Andrew Wyeth,1917-2009, American. New Salem Museum and Academy of Fine Art. Photo from the website of Sotheby

 

 

This testimony of the painter Bo Bartlett was provided to Sotheby’s when this painting was auctioned.  He was with Andrew Wyeth when he finished making this painting:

 

“….The Sipalas, a married couple, being fans of Andrew’s, allowed him, like many other neighbors did in those years, to roam around their homes inside and out in search for the desired angle or perspective to tap into his psyche and find the illusive thing that ignited him.

 

“It was under these circumstances, as the story goes, that Andy wound up observing the Sipalas in their bed early one morning. That Andy was a peeping tom was understood and accepted…

 

” ‘Marriage,’ she (Betsy) proclaimed definitively. As she uttered this title, the air in the room changed… the painting itself seemed to react with a renewed luminosity… the word hit the target with concise perfection… suddenly a painting of an old couple lying half-asleep in bed… took on an archetypal symbolic meaning…..

 

“The painting became in that moment a representation of what it feels like to survive through the rugged turmoil and years of struggle in a married relationship. It didn’t lampoon it… it didn’t present it with irony… it handed the totality of life to us with the dignity that all the participants embodied.

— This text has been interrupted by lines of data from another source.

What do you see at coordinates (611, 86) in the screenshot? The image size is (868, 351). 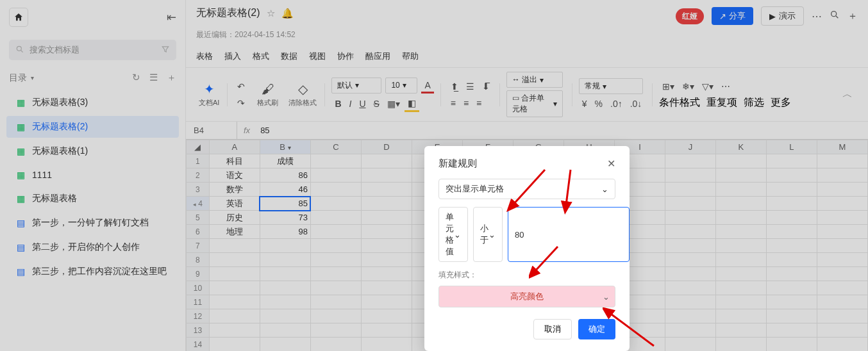 I see `number-format-select: 常规▾` at bounding box center [611, 86].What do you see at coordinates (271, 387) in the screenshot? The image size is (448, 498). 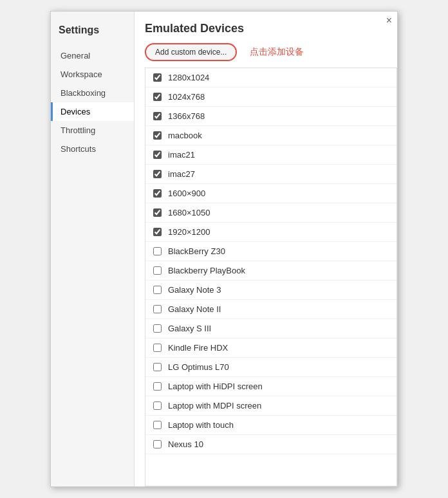 I see `list-item: Laptop with HiDPI screen` at bounding box center [271, 387].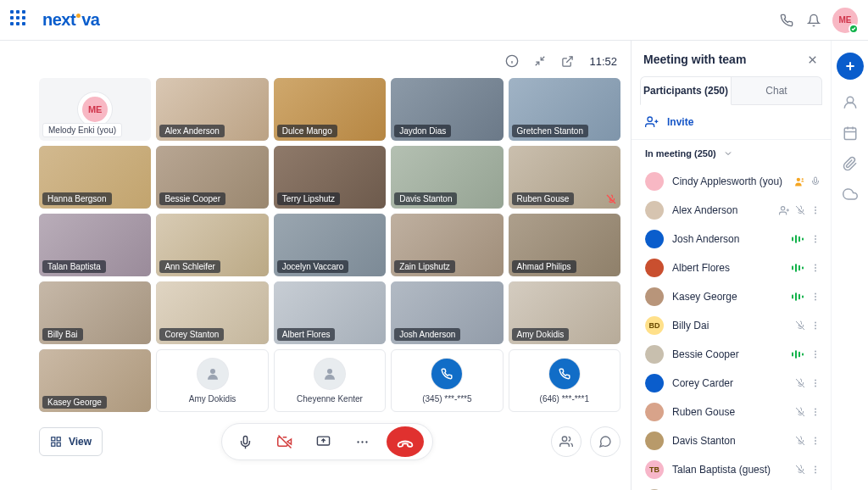 The height and width of the screenshot is (490, 868). What do you see at coordinates (566, 442) in the screenshot?
I see `participants-button` at bounding box center [566, 442].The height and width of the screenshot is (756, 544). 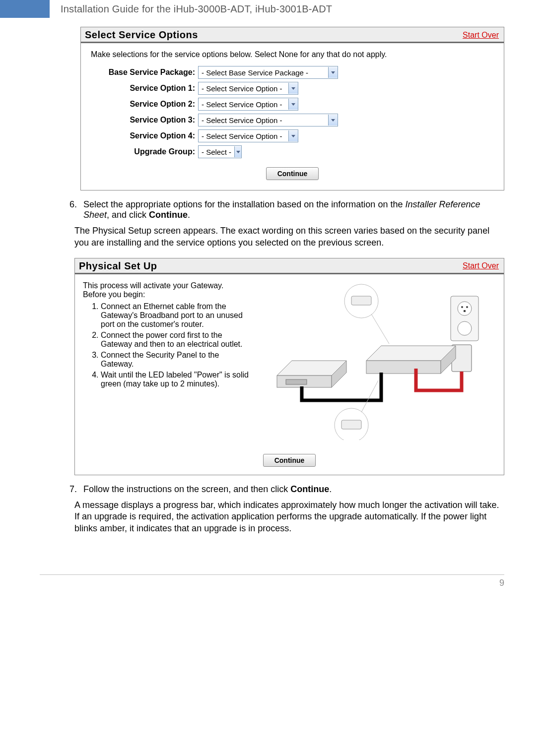 What do you see at coordinates (376, 361) in the screenshot?
I see `gateway-diagram` at bounding box center [376, 361].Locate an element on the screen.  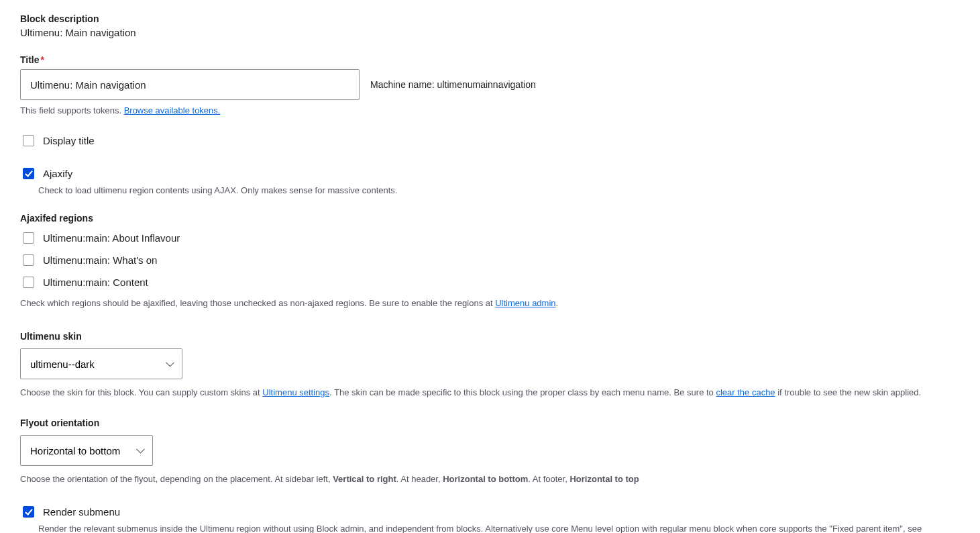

“I had never experienced a painting come to life like that just by naming it. It was magical.”

 

 

 

 

Widows Walk Study, 1990, watercolour and pencil on paper

Andrew Wyeth,1917-2009, American

 

 

 

 

Swifts – First Version, 1991, watercolour on paper

Andrew Wyeth,1917-2009, American

 

 

 

 

Untitled (The Craig Farm), 2003, watercolour and pencil on paper

Andrew Wyeth,1917-2009, American

 

 

 

 

Ark Study, 2004, watercolour on paper

Andrew Wyeth,1917-2009, American

 

 

 

 

 

 

 

2 thoughts on “ANDREW WYETH: old houses of his native Chadds Ford

  1. I have a Andrew Wyeth signed original watercolor of a well kept,nicely painted house with a dying lawn and a portion of a tree with the shadow done superbly
    It is very clean looking compared to what I see on display
    Would you be interested in a loan

  2. Thanks for looking at this post.

    Your question is best addressed to the Brandywine River Museum in Chadds Ford, Pennsylvania. I am an ‘ordinary member of the public’ who enjoys documenting some of the art I see. I am not connected to any museum or collection.